Governments increasingly rely on large amounts of data to provide services ranging from mobility and air quality to child welfare and policing programs. While governments have always relied on data, their increasing use of algorithms and artificial intelligence has fundamentally changed the way they use data for public services.
These technologies have the potential to improve the effectiveness and efficiency of public services. But if data is not handled thoughtfully, it can lead to inequitable outcomes for different communities because data gathered by governments can mirror existing inequalities. To minimize this effect, governments can make inclusion an element of their data practices.
To better understand how data practices affect inclusion, we – scholars of public affairs, policy and administration – break down government data practices into four activities: data collection, storage, analysis and use.
Collection
Governments collect data about all manner of subjects via surveys, registrations, social media and in real time via mobile devices such as sensors, cellphones and body cameras. These datasets provide opportunities to shape social inclusion and equity. For example, open data can be used as a spotlight to expose health disparities or inequalities in commuting.
At the same time, we found that poor-quality data can worsen inequalities. Data that is incomplete, outdated or inaccurate can result in the underrepresentation of vulnerable groups because they may not have access to the technology used to collect the data. Also, government data collection might lead to oversurveillance of vulnerable communities. Consequently, some people may choose to avoid contributing data to government institutions.
To foster inclusive practices, government practitioners could work with citizens to develop inclusive data collection protocols.
Storage
Data storage refers to where and how data is stored by the government, such as in databases or cloud data storage services. We found that government decisions about access to stored data and data ownership might lead to administrative exclusion, meaning unintentionally restricting citizen access to benefits and services. For example, administrative registration errors in applications for services and the difficulty citizens experience when they attempt to correct errors in stored data can lead to differences in how governments treat them and even a loss of public services.
We also found that personal data might be stored with cloud vendors in data warehouses outside the influence of the government organizations that initially created and collected the data. While governments are typically required to follow rigorous data collection practices, data storage companies do not necessarily need to comply with the same standards.
To overcome this problem, governments can set transparency and accountability requirements for data storage that foster inclusion.
Analysis
One important way governments analyze data to extract information is by using algorithms. For example, predictive policing uses algorithms to predict where crime will occur.
A key question is who is conducting the analysis. Those who might be providing data, such as citizens or civil society organizations, are less likely to analyze the data. Citizens may not have the skills, expertise or the tools to do so. Often, external experts conduct the analysis, and they might be unaware of the historical context, culture and local conditions of the data. In that way, data may also construct and reinforce inequalities.
To foster inclusion, governments could diversify and increase the training of the teams who perform the analyses and write the algorithms so that they can interpret data within its larger historical and political context.
Using the data
Finally, governments are using the results of data analysis to inform public service provision. For example, data-driven visualizations, such as maps, might be used to make decisions about where to direct police officers. However, this might also lead to disproportionate surveillance of different groups.
Another issue is “function creep.” Data might be collected for one purpose but is often eventually used for other purposes or by other government agencies, possibly leading to misuse of data and the reproduction of inequalities.
Digital literacy programs for both government professionals and the public can facilitate a better understanding of how data is visualized and used.
Building inclusion into the process
It is important to highlight that these activities – collection, storage, analysis and use – are linked. Inequalities in the early stages may eventually lead to inequitable outcomes in the form of policies, decisions and services.
Additionally, we found a conundrum: On the one hand, the invisibility of vulnerable groups in data collection can result in inequalities. Therefore, different groups should be included in the activities of the data process. On the other hand, this can also be problematic because digital footprints can lead to oversurveillance of the same groups.
Reconciling these conflicting concerns requires an ethical reflection: pausing before embracing data and reflecting on its purpose, limitations and long-term implications for inclusion.
The four activities are a repeated rather than linear process in which governments, citizens and third parties embrace inclusive data strategies. This means looking at what was created, including diverse voices and understanding the analysis, results and consequences of decisions. And it means consistently changing aspects of the process that do not foster inclusion.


Work to be completed — All lines from the one containing "The width and" through the final line of the records below should be reproduced exactly, with the pictures left out.

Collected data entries

********************

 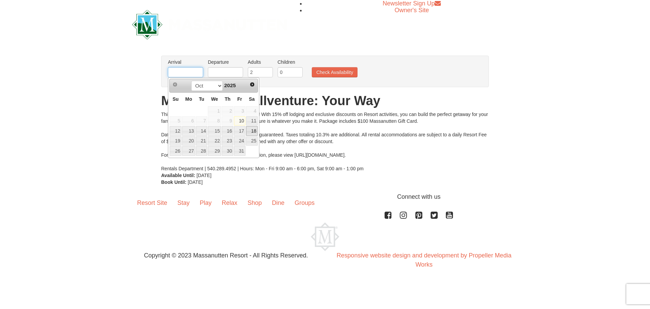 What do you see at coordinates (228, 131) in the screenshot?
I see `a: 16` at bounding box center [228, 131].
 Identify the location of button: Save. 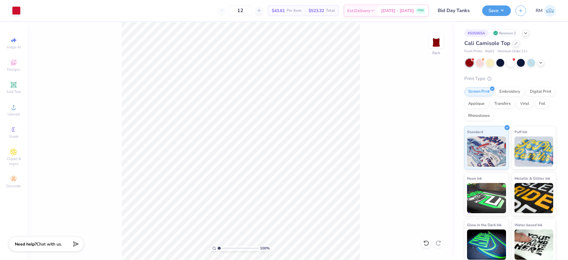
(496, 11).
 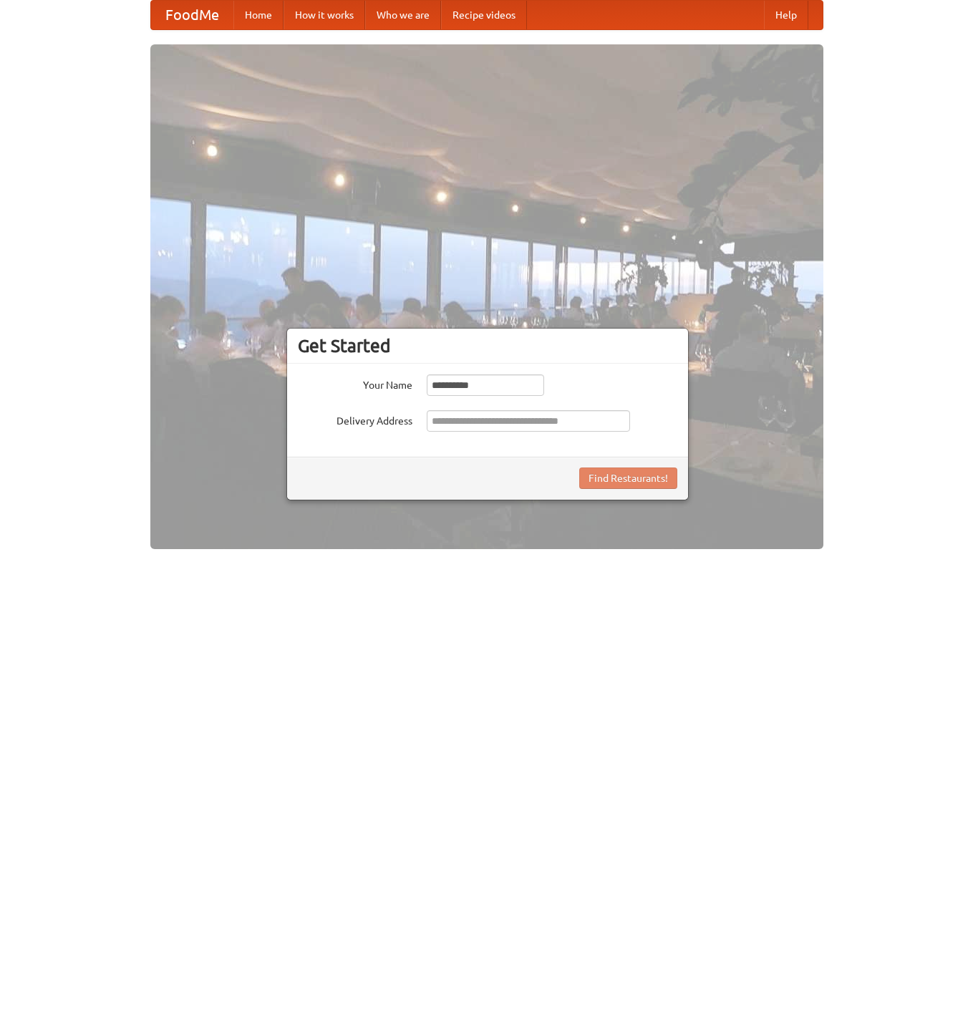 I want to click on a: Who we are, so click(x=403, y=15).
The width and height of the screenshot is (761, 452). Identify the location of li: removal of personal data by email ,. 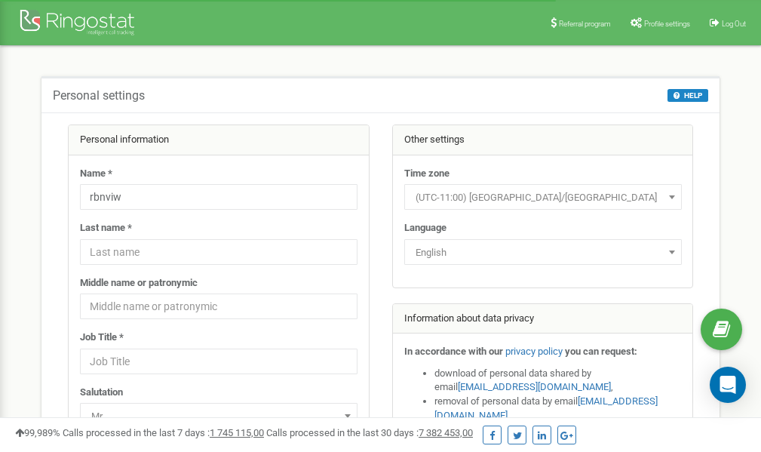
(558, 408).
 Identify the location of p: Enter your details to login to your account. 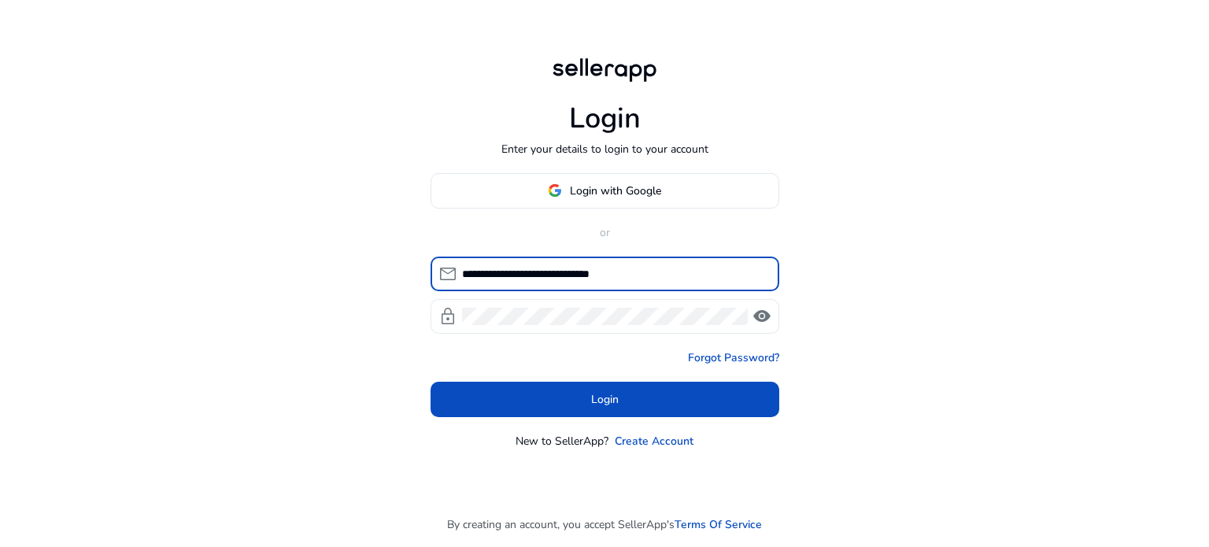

********************

Output —
The width and height of the screenshot is (761, 452). Identify the location of li: removal of personal data by email ,. 
(558, 408).
 Identify the location of p: Enter your details to login to your account. 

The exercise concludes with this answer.